Archaeology investigations tell of prehistoric life in Chicago area
ILLINOIS — Pieces of ancient materials that might not have seen the light of day in a thousand years or more were identified at Midewin National Tallgrass Prairie in October during archaeology investigations that are underway through an Organic Act permit.
The project’s principal investigators are William “Bill” Parkinson, curator at the Field Museum of Natural History in Chicago and professor at the University of Illinois at Chicago, and UIC professor Mitch Hendrickson. They are leading a team of students and staff from UIC and the Field Museum in investigations consisting of sinking shovel tests — basically, digging holes — and scraping the surface of features to validate and define individual feature boundaries. The investigations do not require significant ground disturbance and excavation units will not be opened.

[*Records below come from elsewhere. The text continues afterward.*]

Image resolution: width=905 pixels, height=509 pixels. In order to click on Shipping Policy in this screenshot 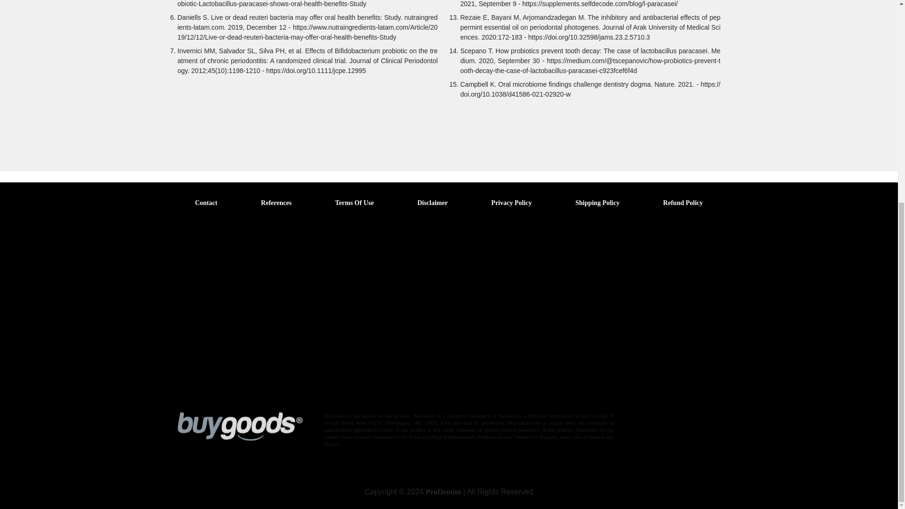, I will do `click(598, 203)`.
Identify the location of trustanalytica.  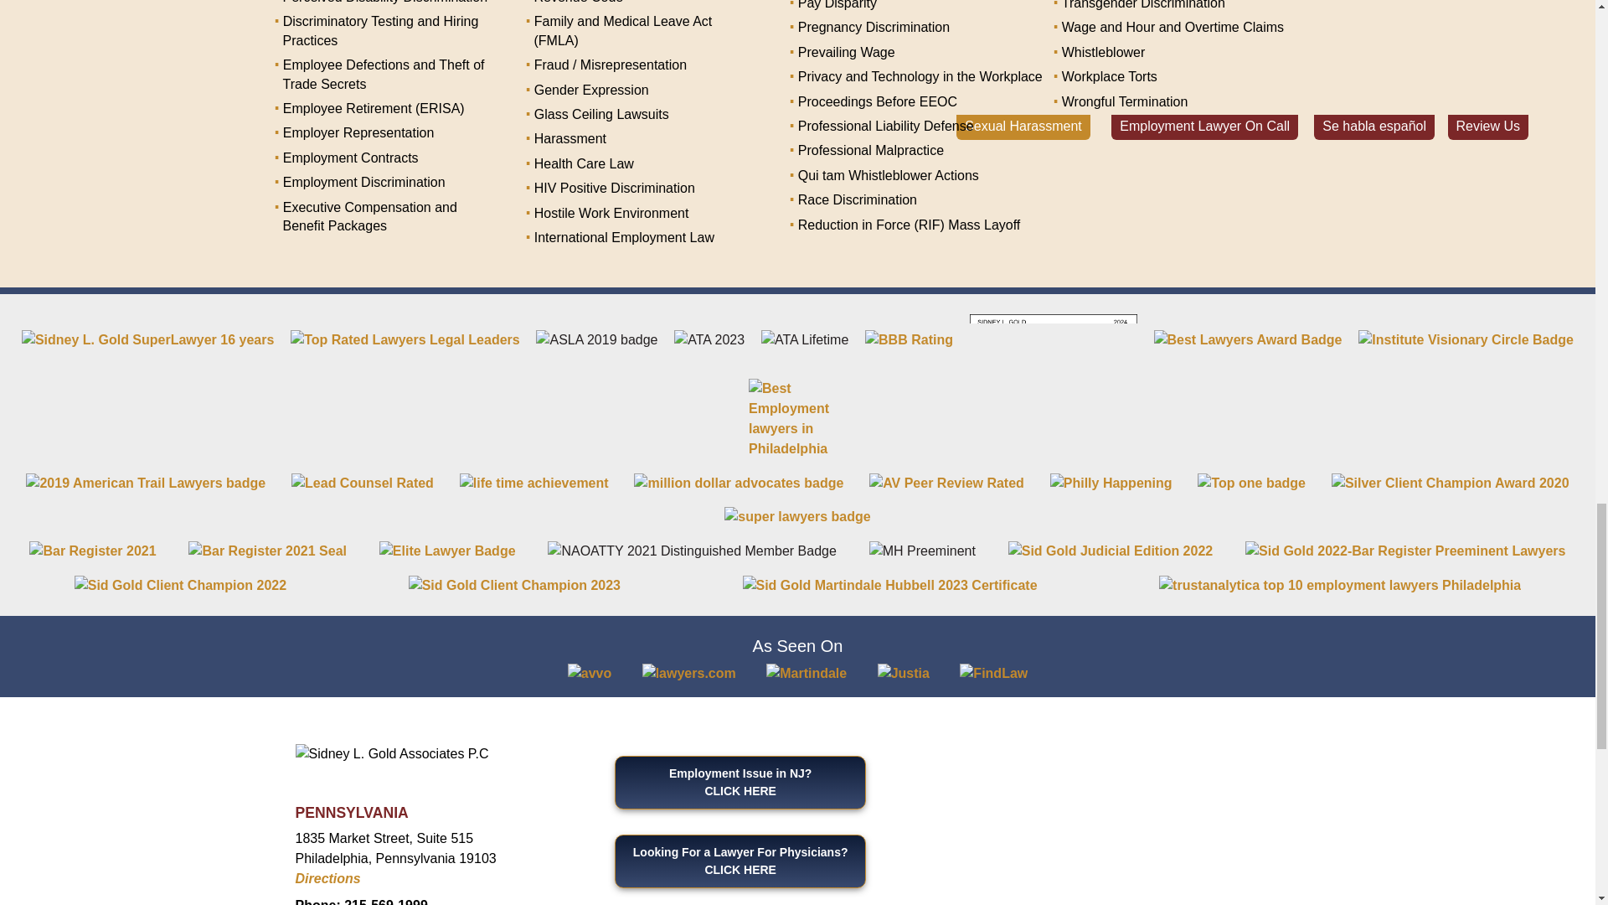
(1340, 585).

Pieces of prehistoric ceramics were identified on Oct. 22, during the first week of the project. They are indicators of a vibrant native community that was once active here, 50 miles from Chicago, in a creekside forest that is now thick with honey locust and black walnut trees.
“The goal of the project is to model human-landscape interactions in the Chicagoland metropolitan area throughout the Holocene era,” said John “Jamie” Kelly, head of Anthropology Collections and an anthropology collections manager with the Field Museum. “We want to research changes in local land use through thousands of years. It is important because native peoples have lived in the area through environmental changes that would have affected the resources that are available, and cultural changes may show how they modified their strategies for living on and with that land.”

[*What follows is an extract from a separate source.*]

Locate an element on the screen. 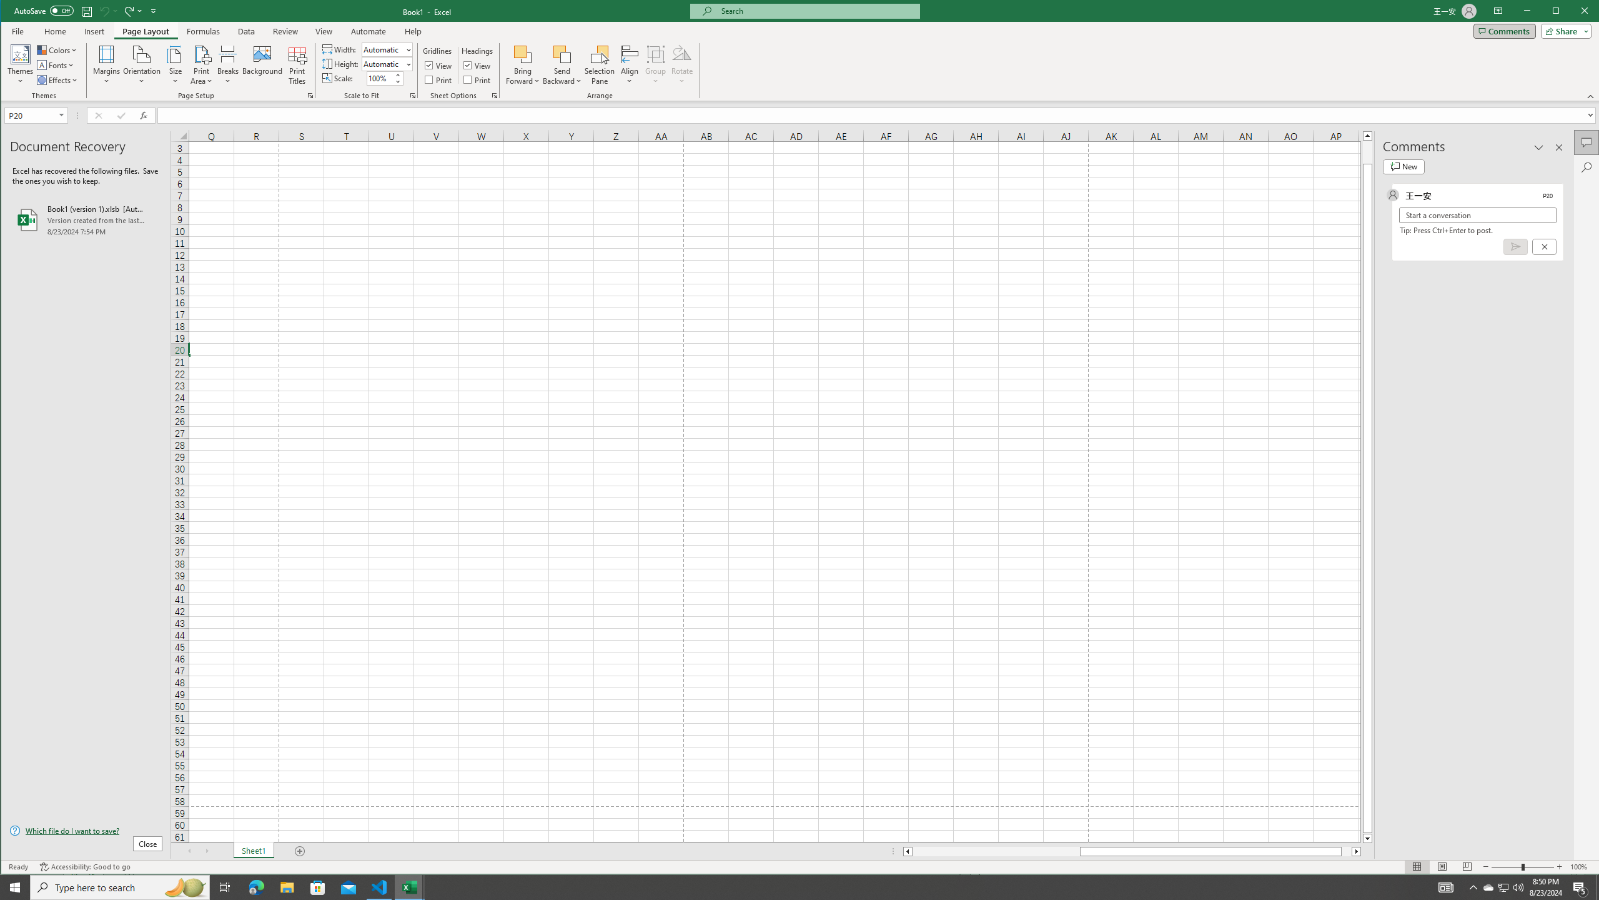 Image resolution: width=1599 pixels, height=900 pixels. Page left is located at coordinates (996, 851).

The USDA Forest Service issued an Organic Act permit in summer 2021 for relocating a site identified in the mid-1980s, when Northwestern University archaeologists were commissioned to survey several hundred acres around the Joliet Army Ammunition Plant — where Midewin National Tallgrass Prairie was later established — in response to proposed land use changes. The material they identified at that time suggested pre-European Native American presence spanning thousands of years. In their report, the archaeologists described the site as a “highly significant cultural resource” with “deep deposits of lithic and ceramic material at high density in a well-preserved context.”
“Based on the archaeological materials collected during the initial survey, the site seems to have been occupied shortly after A.D. 1,000 during the time when local hunting and gathering groups were experimenting with horticulture and settling down into more permanent villages,” Parkinson said.
The Forest Service hopes to utilize data from the project to inform and refine strategies to advance the objectives of the Illinois Land Conservation Act, which established Midewin National Tallgrass Prairie in 1996. Key priorities include restoration of natural tallgrass prairie and protection of important cultural and historical resources.
“The research we propose will help us build a micro-regional narrative about how native groups interacted with this landscape as they converted from mobile hunters and gatherers to sedentary farmers,” Hendrickson said. “This is the first step in building a longer narrative about human-landscape interaction in the region.”
The project team will resume investigations at Midewin National Tallgrass Prairie in spring 2022 and will continue to assess potential for a long-term multidisciplinary research project.